Auguste and Gottlob Fromm

Auguste and Gottlob Fromm

History

In 1887, Frederick Wilhelm Fromm, his young family, and his father, Gottlob Fromm, planted three acres of grenache in the Schoenborn district, on the rolling Barossa country between Lyndoch and Tanunda.

By 1891 Fromms had completed a small gravity-fed cellar in the hillside on New Mecklenburg Creek, and in the following three years they planted another 80 acres on behalf of Dr. G. F. Cleland of Beaumont, Adelaide. At that time, this was one of the biggest vineyards in South Australia.

They also planted twenty acres of olives and twelve acres of almonds, remnants of which still stand.

Fromm purchased all Dr. Cleland’s interests in the property in 1917, by which time the cellars needed extending. This was done by 1921, using the same local ironstone as the original cellar, and the new high-tech material, galvanised iron. The stone-and-concrete fermenting tanks were very simple, gravity-fed devices, all completed by 1928.

Gottlob Fromm's first Wine Cellar'

Gottlob Fromm's first Wine Cellar

In spite of the British Royal family being German, Australia went to assist the British fight Germany in the Great War of 1914-1918. Many German place names in South Australia were replaced with English terms.

Amusingly, New Mecklenberg was given the name Gomersal, after a West Yorkshire village with a German name. Gomersal, in the Spen Valley, was most famous for being the site of Ned Ludd’s Luddite uprising against the mechanisation of the weaving industry in 1812.

But Fromm used an aboriginal word, Wonganella, to name his winery.

In 1964 Waldemar Lehmann and Ron Burton purchased the property and renamed it Chateau Rosevale, after the nearby village of Rosedale. The most successful product they made there was Vin Spa, a cheap sparkling white wine flavoured with fruit essences and marketed in crown-sealed beer bottles.

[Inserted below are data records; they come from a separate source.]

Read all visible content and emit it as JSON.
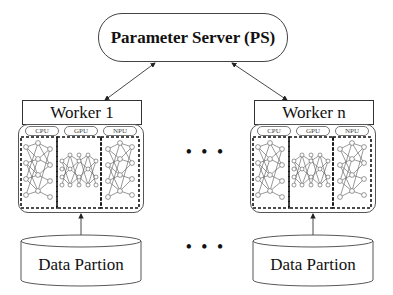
{
  "diagram": {
    "parameter_server": {
      "label": "Parameter Server (PS)"
    },
    "workers": [
      {
        "label": "Worker 1",
        "hardware": [
          "CPU",
          "GPU",
          "NPU"
        ],
        "data": "Data Partion"
      },
      {
        "label": "Worker n",
        "hardware": [
          "CPU",
          "GPU",
          "NPU"
        ],
        "data": "Data Partion"
      }
    ],
    "ellipsis": "• • •",
    "edges": [
      {
        "from": "Parameter Server (PS)",
        "to": "Worker 1",
        "type": "bidirectional"
      },
      {
        "from": "Parameter Server (PS)",
        "to": "Worker n",
        "type": "bidirectional"
      },
      {
        "from": "Data Partion",
        "to": "Worker 1",
        "type": "directed"
      },
      {
        "from": "Data Partion",
        "to": "Worker n",
        "type": "directed"
      }
    ],
    "colors": {
      "stroke": "#333333",
      "background": "#ffffff"
    }
  }
}
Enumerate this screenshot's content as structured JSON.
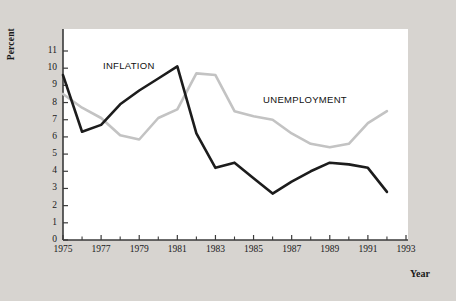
{
  "chart_data": {
    "type": "line",
    "title": "",
    "xlabel": "Year",
    "ylabel": "Percent",
    "xlim": [
      1975,
      1993
    ],
    "ylim": [
      0,
      11
    ],
    "grid": false,
    "legend_position": "inline-annotations",
    "x_ticks": [
      "1975",
      "1977",
      "1979",
      "1981",
      "1983",
      "1985",
      "1987",
      "1989",
      "1991",
      "1993"
    ],
    "x_tick_values": [
      1975,
      1977,
      1979,
      1981,
      1983,
      1985,
      1987,
      1989,
      1991,
      1993
    ],
    "x_minor_tick_values": [
      1976,
      1978,
      1980,
      1982,
      1984,
      1986,
      1988,
      1990,
      1992
    ],
    "y_ticks": [
      "0",
      "1",
      "2",
      "3",
      "4",
      "5",
      "6",
      "7",
      "8",
      "9",
      "10",
      "11"
    ],
    "y_tick_values": [
      0,
      1,
      2,
      3,
      4,
      5,
      6,
      7,
      8,
      9,
      10,
      11
    ],
    "x": [
      1975,
      1976,
      1977,
      1978,
      1979,
      1980,
      1981,
      1982,
      1983,
      1984,
      1985,
      1986,
      1987,
      1988,
      1989,
      1990,
      1991,
      1992
    ],
    "series": [
      {
        "name": "INFLATION",
        "color": "#1c1c1c",
        "label_x": 1977.1,
        "label_y": 10.15,
        "values": [
          9.6,
          6.3,
          6.7,
          7.9,
          8.7,
          9.4,
          10.1,
          6.2,
          4.2,
          4.5,
          3.6,
          2.7,
          3.4,
          4.0,
          4.5,
          4.4,
          4.2,
          2.8
        ]
      },
      {
        "name": "UNEMPLOYMENT",
        "color": "#c3c3c3",
        "label_x": 1985.5,
        "label_y": 8.15,
        "values": [
          8.5,
          7.7,
          7.1,
          6.1,
          5.85,
          7.1,
          7.6,
          9.7,
          9.6,
          7.5,
          7.2,
          7.0,
          6.2,
          5.6,
          5.4,
          5.6,
          6.8,
          7.5
        ]
      }
    ]
  },
  "axis": {
    "ylabel_text": "Percent",
    "xlabel_text": "Year"
  }
}
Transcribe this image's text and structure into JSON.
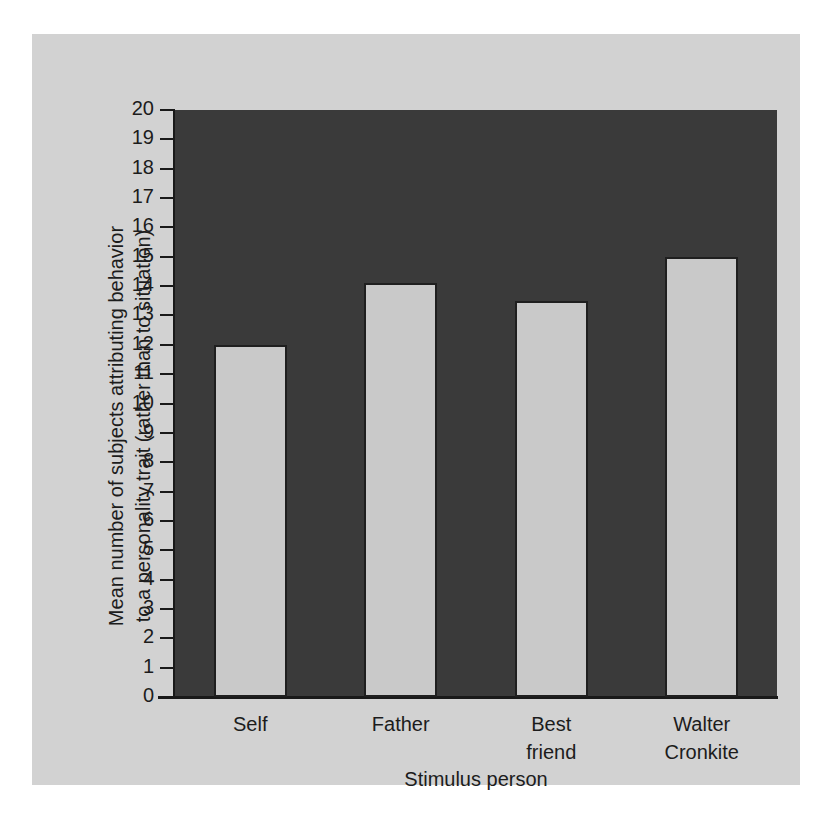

Sales of dry table wines were very poor after World War II, so much of the grape crop was distilled. A wide range of premixed spirit and wine-based cocktails were produced in the ensuing years. So Chateau Rosevale was Australia’s biggest producer of what the liquor trade today calls “RTDs” – ready to drink alco-pops.

The last of Fromm’s grand old grenache bush vines were destroyed in the Vine Pull Scheme of the mid-1980s. Under the guise of “rationalisation” during a grape glut, the biggest wine companies planned to replace much of the Barossa’s peasant scale viticulture with broadacre plantings. These industrialists believed such a move would increase their efficiency and profitability.

Portrait of Barry White

Portrait of Barry White

Gomersal Vineyard

Gomersal Vineyard

The government was enlisted and convinced to pay growers handsomely with taxpayers’ money to destroy their ancient family vineyards and leave the business. Ironically, hardly a decade had passed before the world discovered Barossa shiraz and grenache, and the same big producers were paying up to $10,000 a tonne for grapes from the remnants of those old-style, dry-grown vineyards.

Fortunately, the scheme was short-lived; but Wonganella was nevertheless kaput. The winery closed in 1983, but was used for storage by many local winemakers in the following years.

In 2000, a group of friends led by Barry “Baz” (to all who know him) White purchased the estate and began the rejuvenation of the rambling winery. He removed hundreds of tonnes of redundant machinery from the rambling complex of buildings, and set about re-establishing the plant as a simple old-style winery and cellar.

The vineyard site was replanted with 42 acres of trellised shiraz, and eight acres of traditional dry-grown bush-vine grenache and mataro, exactly as Fromm would have planted his original three acres.

In Fromm’s day, of course, well before the invention of modern chemical sprays and industrial winemaking techniques, the whole Barossa crop was organically grown and made; Baz White’s dream for the new Gomersal Wines follows precisely that same, safe old track. Healthier for the environment and YOU.